The correct reason not to intervene in Syria [View all]
At least not to the extent it knocks off Assad:
In 1970, then Air Force General, Hafez al-Assad, an Alawite, took power and instigated a "Correctionist Movement" in the Ba'ath Party. The coup of 1970 ended the political instability that had lasted since the arrival of independence.[35] Robert D. Kaplan has compared Hafez al-Assad's coming to power to "an untouchable becoming maharajah in India or a Jew becoming tsar in Russiaan unprecedented development shocking to the Sunni majority population which had monopolized power for so many centuries."
http://en.wikipedia.org/wiki/Alawites
The problem is, as soon as the rebels win, the massacres of Alawites will start. In the ME, the Sunni population has been whipped into a frenzy from the pics of what Assad has done to them. Revenge will be the very first thing on their mind. Do we really want to be the ones who open the door to that sort of slaughter?

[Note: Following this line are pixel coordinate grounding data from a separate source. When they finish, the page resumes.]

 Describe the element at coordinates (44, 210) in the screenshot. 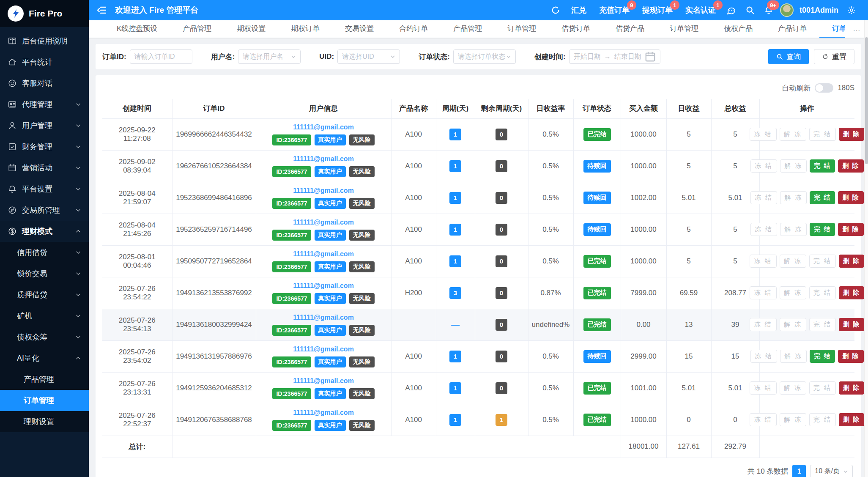

I see `sidebar-item-8: 交易所管理` at that location.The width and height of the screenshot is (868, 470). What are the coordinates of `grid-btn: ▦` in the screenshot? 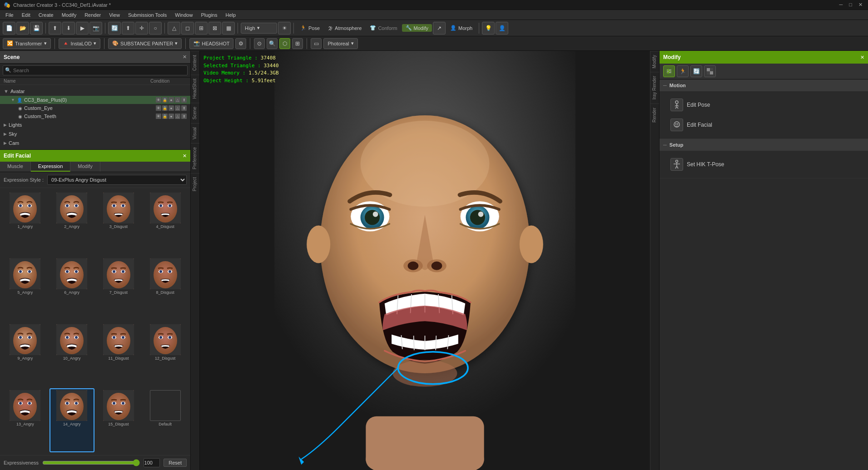 It's located at (228, 28).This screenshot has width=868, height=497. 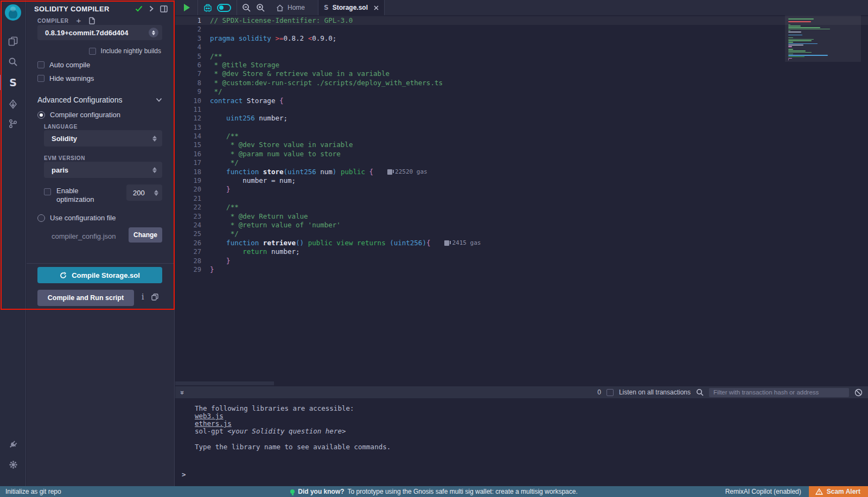 I want to click on include-nightly-checkbox, so click(x=92, y=51).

So, I really do hope the strikes are just a pinprick. The balance of power there needs to be maintained just to keep the lid from blowing completely off. The real work needs to be done with Russia and Iran via diplomacy, to get Assad to the table and then do the super hard work of figuring out how to get Syria to a point where everyone can live, if not with each other, then at least next to each other without anything more than an occasional village massacre. Things could get a lot worse than that. A lot worse. Letting Russia have its client in the Arab ME is worth avoiding the hell that awaits if the balance is tipped too far towards the rebels.